Mexico transferred 37 members of drug cartels to the United States Tuesday amid increasing pressure from President Donald Trump to crack down on drug smuggling.
The transfer, enabled by Mexico’s National Security Law and bilateral agreements, included assurances from the U.S. Justice Department that it would not seek the death penalty.
This marks the third prisoner handover in less than a year, with a total of 92 individuals, as Mexico tries to counter Trump’s aggressive posture on cartels.
Mexican authorities showed a procession of handcuffed prisoners, guarded by heavily armed and masked officers, boarding a military jet at an airport outside Mexico City.
The detainees come from the Sinaloa Cartel, Beltrán-Leyva Cartel, Jalisco New Generation Cartel, and the Northeast Cartel, an offshoot of the Zetas operating in Tamaulipas state, which borders Texas. All face pending U.S. indictments. One of the prisoners, María Del Rosario Navarro Sánchez, is accused of conspiring with a cartel to support a terrorist organization—the first such charge against a Mexican citizen in the United States.
Trump has warned Mexico and other Latin American countries since the capture of Venezuelan leader Nicolás Maduro earlier this month.
Mexican President Claudia Sheinbaum, in a Jan. 12 phone call, told Trump that U.S. intervention was “not necessary,” underscoring ongoing collaboration while defending Mexico’s sovereignty.
“[Trump] asked me my opinion about what they had done in Venezuela and I told him very clearly that our constitution is very clear, that we do not agree with interventions and that was it,” she said. “We told him, so far it’s going very well, it’s not necessary, and furthermore there is Mexico’s sovereignty and territorial integrity and he understood.”
“For the Trump administration and the Trump base, what is going to matter in the end is some wins that Trump can actually bring back and say ‘Look, this is what I’m getting out of Mexico,” Mora said.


Repeat each entry exactly. Drop every image.

::::::

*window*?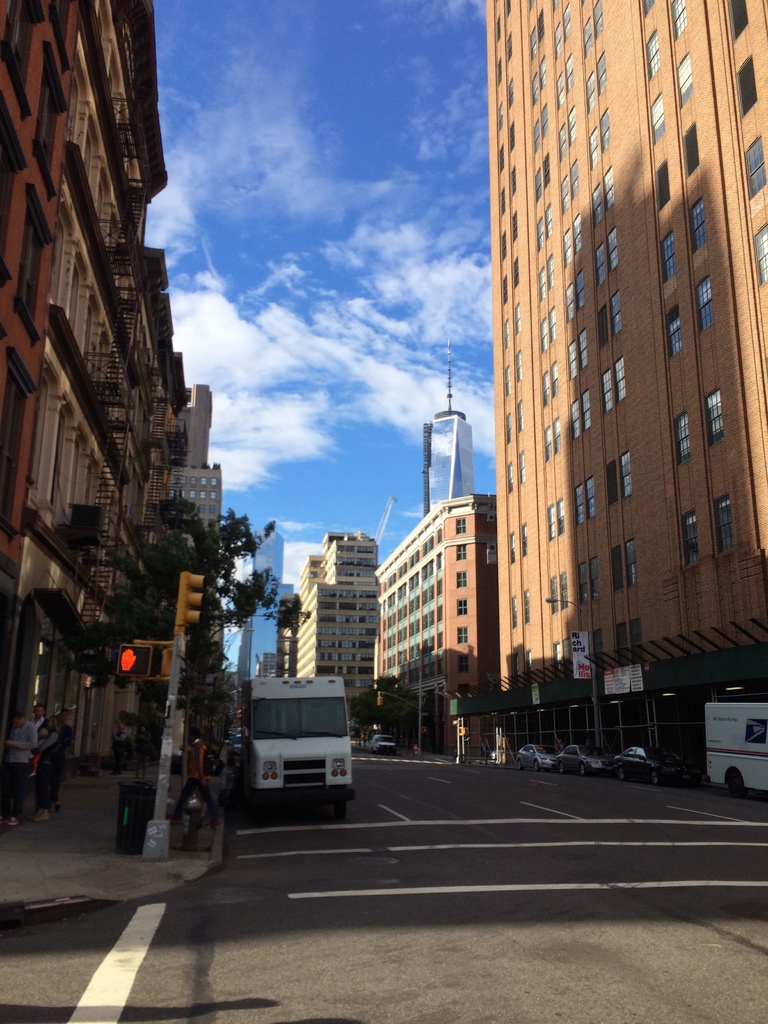
<region>545, 502, 558, 541</region>
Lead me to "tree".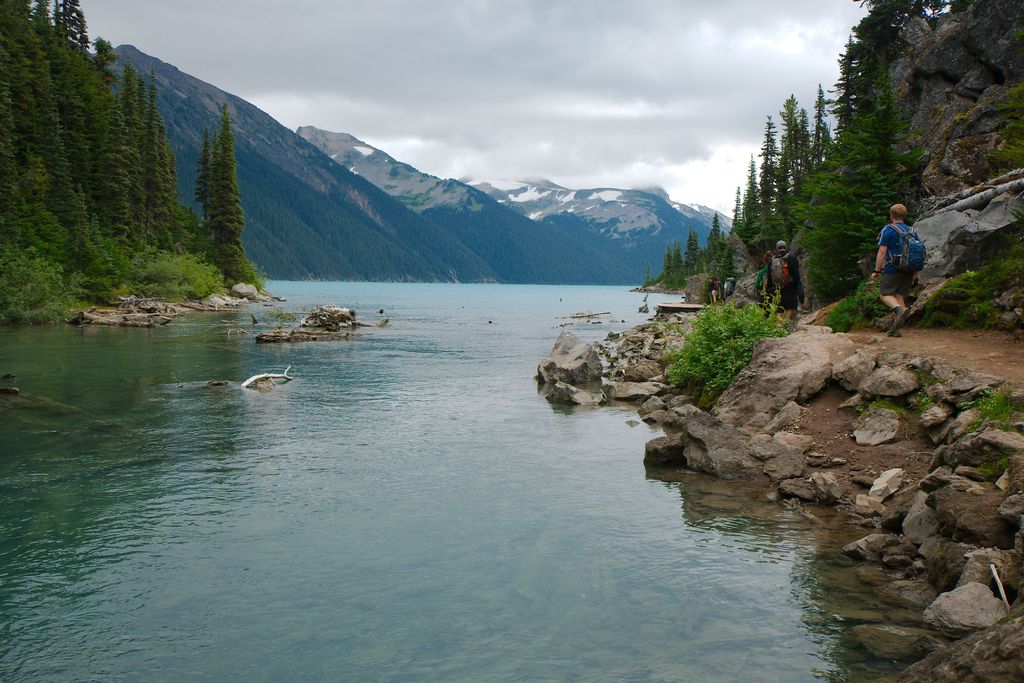
Lead to locate(755, 115, 786, 250).
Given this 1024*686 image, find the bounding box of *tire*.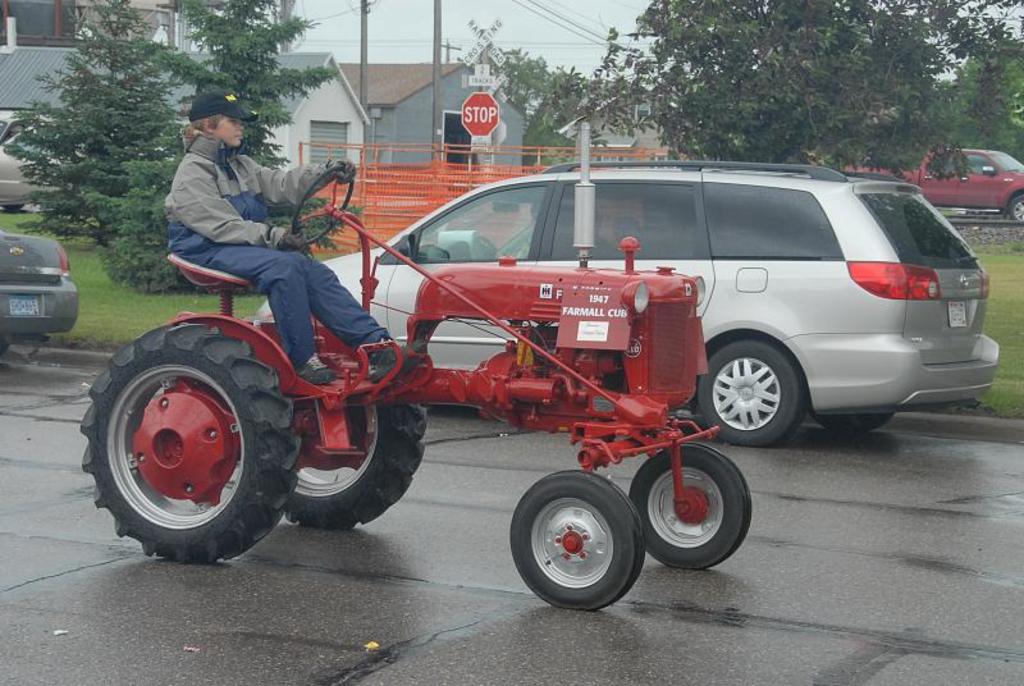
detection(279, 404, 425, 527).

::::::

- Expected answer:
*window*?
<region>545, 502, 558, 541</region>
Lead me to "tree".
Lead to locate(755, 115, 786, 250).
Given this 1024*686 image, find the bounding box of *tire*.
detection(279, 404, 425, 527).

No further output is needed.